Justice Clarence Thomas penned the majority opinion, which asserts that federal Medicaid law allows states to collect private settlement funds for medical expenses and doesn’t expressly limit that to previously paid bills.

Chief Justice John Roberts and Justices Samuel Alito, Elena Kagan, Neil Gorsuch, Brett Kavanaugh, and Amy Coney Barrett joined Thomas. Justices Stephen Breyer and Sonia Sotomayor dissented.

No part of the relevant Medicaid law limits what a state agency can recoup to past payments, according to the majority opinion.

“To the contrary, the grant of ‘any rights…to payment for medical care’ most naturally covers not only rights to payment for past medical expenses, but also rights to payment for future medical expenses,” Thomas wrote.

The plaintiff in the case is the family of a young Florida woman named Giannina Gallardo and the defendant is the Florida Agency for Health Care Administration, which manages the state’s Medicaid program.

Gallardo has been in a vegetative state since a truck hit her while she exited a school bus in 2008. On her behalf, Gallardo’s parents won an $800,000 settlement after suing the truck’s owner and driver, as well as the school board. More than $35,000 of the settlement was earmarked to the state for medical expenses incurred prior to the settlement.
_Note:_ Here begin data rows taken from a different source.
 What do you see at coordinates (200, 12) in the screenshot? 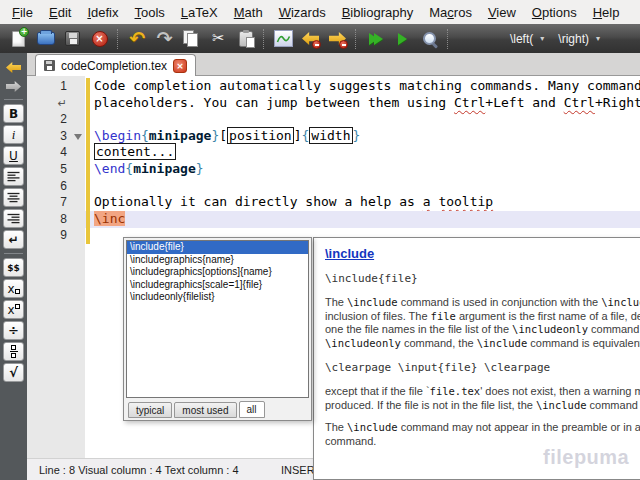
I see `menu-latex: LaTeX` at bounding box center [200, 12].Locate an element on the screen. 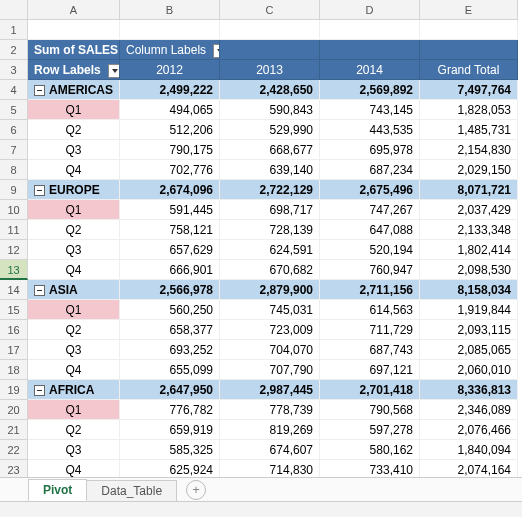 The width and height of the screenshot is (522, 517). region-row-asia: ASIA is located at coordinates (74, 290).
Florida argued it should receive $300,000 for medical treatments Medicaid covered before and after the settlement, based on a state law that entitles Florida to such funds. Under that statute, the state may claim up to half of a Medicaid beneficiary’s award, after 25% is deducted for legal expenses, to pay for all related medical costs.

A U.S. district judge decided in favor of the Gallardo family, ruling that Medicaid should only be able to recover settlement funds related to medical expenses that predated the settlement award. The Florida Supreme Court also sided with the Gallardos. But the U.S. Court of Appeals for the 11th Circuit reversed the decision, and the U.S. Supreme Court upheld that judgment.

Even though Medicaid programs generally can’t seek reimbursement through possession of beneficiaries’ property due to an anti-lien policy, enrollees give states their rights to payment for medical care from third parties, including via private settlements.

“The relevant distinction is thus ‘between medical and nonmedical expenses…not between past expenses Medicaid has paid and future expenses it has not,” the Supreme Court opinion says.

Sotomayor and Breyer disagreed that the exception to the Medicaid anti-lien policy includes all medical expenses.

“The court’s holding is inconsistent with the structure of the Medicaid program and will cause needless unfairness and disruption,” Sotomayor wrote in dissent.

If a patient’s financial situation changes and they become able to pay for their medical bills, that person doesn’t have to repay Medicaid for previous expenses, Sotomayor wrote. “Congress may wish to intercede to address any disruption that ensues from today’s decision, but under a proper reading of the [Medicare and Medicaid Act of 1965], such intervention would have been unnecessary.”